Concepedia

Publication | Open Access

From “Infodemics” to Health Promotion: A Novel Framework for the Role of Social Media in Public Health

191

Citations

16

References

2020

Year

TLDR

Social media’s pervasive health communication has sparked debate over whether it harms or helps public health, yet no consensus or conceptual model exists, especially highlighted during the COVID‑19 infodemic. The authors propose the SPHERE continuum as a novel framework to guide the investigation and assessment of social media’s impact on public health. The SPHERE model maps social media functions—contagion, vector, surveillance, inoculant, disease control, and treatment—across the epidemic–response continuum, identifies how attributes of communications, diseases, pathogens, and hosts influence these functions, and outlines a comprehensive set of outcomes for evaluating effects on population health.

Abstract

Despite the ubiquity of health-related communications via social media, no consensus has emerged on whether this medium, on balance, jeopardizes or promotes public health. During the COVID-19 pandemic, social media has been described as the source of a toxic “infodemic” or a valuable tool for public health. No conceptual model exists for examining the roles that social media can play with respect to population health. We present a novel framework to guide the investigation and assessment of the effects of social media on public health: the SPHERE (Social media and Public Health Epidemic and REsponse) continuum. This model illustrates the functions of social media across the epidemic–response continuum, ranging across contagion, vector, surveillance, inoculant, disease control, and treatment. We also describe attributes of the communications, diseases and pathogens, and hosts that influence whether certain functions dominate over others. Finally, we describe a comprehensive set of outcomes relevant to the evaluation of the effects of social media on the public’s health.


• _WHAT THIS TASK INVOLVES_
Please return every line from the entries that has the string "russian" in it.

=-=-=-=-=

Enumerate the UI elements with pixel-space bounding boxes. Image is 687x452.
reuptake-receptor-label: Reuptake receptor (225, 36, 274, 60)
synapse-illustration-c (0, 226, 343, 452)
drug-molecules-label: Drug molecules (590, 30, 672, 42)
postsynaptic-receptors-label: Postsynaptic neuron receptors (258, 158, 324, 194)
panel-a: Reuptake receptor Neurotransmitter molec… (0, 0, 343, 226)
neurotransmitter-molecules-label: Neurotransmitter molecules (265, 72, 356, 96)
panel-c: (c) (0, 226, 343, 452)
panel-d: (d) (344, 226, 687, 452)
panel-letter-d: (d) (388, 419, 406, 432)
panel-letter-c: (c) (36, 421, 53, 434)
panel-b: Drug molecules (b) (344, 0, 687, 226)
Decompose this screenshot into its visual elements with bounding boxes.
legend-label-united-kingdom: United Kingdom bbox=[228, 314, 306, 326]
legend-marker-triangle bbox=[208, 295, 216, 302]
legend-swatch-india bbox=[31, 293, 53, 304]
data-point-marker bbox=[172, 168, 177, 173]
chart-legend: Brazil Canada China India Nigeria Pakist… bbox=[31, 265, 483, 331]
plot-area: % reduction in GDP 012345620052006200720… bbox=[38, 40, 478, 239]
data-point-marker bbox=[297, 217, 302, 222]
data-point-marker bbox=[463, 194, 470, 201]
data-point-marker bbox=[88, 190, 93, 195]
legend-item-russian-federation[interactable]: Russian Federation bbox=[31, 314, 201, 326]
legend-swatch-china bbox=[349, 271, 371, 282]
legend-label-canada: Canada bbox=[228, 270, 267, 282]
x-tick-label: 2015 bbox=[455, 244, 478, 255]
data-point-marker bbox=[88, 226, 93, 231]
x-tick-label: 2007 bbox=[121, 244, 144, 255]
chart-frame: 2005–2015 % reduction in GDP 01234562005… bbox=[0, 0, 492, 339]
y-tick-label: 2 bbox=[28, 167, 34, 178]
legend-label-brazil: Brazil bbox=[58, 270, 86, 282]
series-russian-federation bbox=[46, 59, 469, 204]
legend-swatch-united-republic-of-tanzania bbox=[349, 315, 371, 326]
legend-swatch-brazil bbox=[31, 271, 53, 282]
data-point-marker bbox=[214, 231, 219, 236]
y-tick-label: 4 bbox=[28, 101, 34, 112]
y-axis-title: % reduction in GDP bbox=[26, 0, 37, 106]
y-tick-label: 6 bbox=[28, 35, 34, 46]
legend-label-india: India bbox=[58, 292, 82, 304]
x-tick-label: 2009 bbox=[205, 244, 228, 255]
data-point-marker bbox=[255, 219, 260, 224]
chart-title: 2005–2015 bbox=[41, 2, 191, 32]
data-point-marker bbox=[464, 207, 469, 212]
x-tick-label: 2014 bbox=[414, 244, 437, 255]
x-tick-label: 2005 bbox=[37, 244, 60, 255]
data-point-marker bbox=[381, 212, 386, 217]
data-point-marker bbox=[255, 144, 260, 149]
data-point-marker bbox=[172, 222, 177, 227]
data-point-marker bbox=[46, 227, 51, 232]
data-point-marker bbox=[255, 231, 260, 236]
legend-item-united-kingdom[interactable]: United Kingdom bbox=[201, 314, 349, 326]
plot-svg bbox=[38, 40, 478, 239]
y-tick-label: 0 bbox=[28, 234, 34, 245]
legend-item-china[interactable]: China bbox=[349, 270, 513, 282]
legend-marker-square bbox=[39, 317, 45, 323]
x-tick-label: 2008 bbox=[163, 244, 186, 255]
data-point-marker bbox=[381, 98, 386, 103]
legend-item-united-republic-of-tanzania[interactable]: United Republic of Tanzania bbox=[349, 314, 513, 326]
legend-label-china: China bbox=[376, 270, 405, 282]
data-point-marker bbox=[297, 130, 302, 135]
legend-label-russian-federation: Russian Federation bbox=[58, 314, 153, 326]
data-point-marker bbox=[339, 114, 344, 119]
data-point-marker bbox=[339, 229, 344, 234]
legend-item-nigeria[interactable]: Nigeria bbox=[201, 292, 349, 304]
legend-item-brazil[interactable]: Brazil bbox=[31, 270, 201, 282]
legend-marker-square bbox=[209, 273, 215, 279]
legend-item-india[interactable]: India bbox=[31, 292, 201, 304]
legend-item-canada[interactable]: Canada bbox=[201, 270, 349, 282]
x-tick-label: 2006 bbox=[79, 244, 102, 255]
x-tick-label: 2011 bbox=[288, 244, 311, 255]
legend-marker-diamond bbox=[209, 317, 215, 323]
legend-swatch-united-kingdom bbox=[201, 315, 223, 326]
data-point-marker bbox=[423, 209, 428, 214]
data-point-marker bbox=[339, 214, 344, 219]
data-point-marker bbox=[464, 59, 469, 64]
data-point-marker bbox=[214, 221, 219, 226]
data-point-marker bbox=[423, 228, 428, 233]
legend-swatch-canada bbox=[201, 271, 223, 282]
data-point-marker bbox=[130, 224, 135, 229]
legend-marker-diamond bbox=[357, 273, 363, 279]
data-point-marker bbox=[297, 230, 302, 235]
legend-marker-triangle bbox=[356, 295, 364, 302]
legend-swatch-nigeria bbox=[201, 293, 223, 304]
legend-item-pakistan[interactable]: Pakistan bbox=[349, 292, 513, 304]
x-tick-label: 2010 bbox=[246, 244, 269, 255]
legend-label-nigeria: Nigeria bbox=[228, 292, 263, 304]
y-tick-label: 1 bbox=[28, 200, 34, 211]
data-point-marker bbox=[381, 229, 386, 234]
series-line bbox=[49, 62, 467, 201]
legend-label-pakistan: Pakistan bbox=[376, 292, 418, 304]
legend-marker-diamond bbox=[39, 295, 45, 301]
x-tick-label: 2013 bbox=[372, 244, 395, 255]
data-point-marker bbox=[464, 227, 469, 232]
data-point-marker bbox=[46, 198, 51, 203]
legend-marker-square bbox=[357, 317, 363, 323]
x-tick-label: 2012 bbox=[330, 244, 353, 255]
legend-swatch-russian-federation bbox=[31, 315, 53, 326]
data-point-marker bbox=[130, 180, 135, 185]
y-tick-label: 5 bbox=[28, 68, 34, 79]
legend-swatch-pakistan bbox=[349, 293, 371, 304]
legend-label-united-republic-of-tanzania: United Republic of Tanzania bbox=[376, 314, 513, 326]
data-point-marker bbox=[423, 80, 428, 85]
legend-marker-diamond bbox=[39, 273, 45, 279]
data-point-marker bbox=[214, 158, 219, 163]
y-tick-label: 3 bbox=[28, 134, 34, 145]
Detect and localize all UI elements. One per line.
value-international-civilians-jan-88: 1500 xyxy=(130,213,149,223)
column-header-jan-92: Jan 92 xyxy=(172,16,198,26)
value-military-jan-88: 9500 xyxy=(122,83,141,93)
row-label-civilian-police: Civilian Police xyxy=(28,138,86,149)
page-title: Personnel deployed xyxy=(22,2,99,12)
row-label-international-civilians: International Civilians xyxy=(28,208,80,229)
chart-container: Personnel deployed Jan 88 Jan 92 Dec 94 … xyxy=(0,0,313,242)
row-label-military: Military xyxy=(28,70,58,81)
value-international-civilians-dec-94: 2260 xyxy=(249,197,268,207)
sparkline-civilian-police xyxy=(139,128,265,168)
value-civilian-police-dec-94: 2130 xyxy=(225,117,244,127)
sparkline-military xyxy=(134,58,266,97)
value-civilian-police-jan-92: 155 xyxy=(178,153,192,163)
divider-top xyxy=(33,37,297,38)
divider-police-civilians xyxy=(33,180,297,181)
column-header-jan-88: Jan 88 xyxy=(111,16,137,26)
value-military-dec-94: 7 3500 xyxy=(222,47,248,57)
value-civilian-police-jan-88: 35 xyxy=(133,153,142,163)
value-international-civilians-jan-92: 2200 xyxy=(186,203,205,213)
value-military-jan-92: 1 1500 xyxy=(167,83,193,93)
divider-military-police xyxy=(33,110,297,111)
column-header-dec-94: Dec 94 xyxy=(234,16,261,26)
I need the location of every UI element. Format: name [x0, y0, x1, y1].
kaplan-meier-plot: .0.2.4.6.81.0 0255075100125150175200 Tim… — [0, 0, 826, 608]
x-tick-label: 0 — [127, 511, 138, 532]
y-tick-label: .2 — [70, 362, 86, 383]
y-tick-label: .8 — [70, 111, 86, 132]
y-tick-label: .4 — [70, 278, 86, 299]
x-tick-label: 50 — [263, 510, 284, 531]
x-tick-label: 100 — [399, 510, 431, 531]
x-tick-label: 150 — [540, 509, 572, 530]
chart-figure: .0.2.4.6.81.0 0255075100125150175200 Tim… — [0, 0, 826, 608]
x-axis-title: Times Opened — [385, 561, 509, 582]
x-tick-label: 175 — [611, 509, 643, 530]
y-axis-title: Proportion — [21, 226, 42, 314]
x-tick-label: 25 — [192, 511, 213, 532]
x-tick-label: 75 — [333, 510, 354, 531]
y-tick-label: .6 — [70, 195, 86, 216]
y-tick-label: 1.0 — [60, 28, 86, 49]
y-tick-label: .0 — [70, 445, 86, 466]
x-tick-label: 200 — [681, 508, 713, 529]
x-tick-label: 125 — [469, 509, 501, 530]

=-=-=-=-=

• _EXERCISE OUTPUT_
legend-item-russian-federation[interactable]: Russian Federation bbox=[31, 314, 201, 326]
series-russian-federation bbox=[46, 59, 469, 204]
legend-label-russian-federation: Russian Federation bbox=[58, 314, 153, 326]
legend-swatch-russian-federation bbox=[31, 315, 53, 326]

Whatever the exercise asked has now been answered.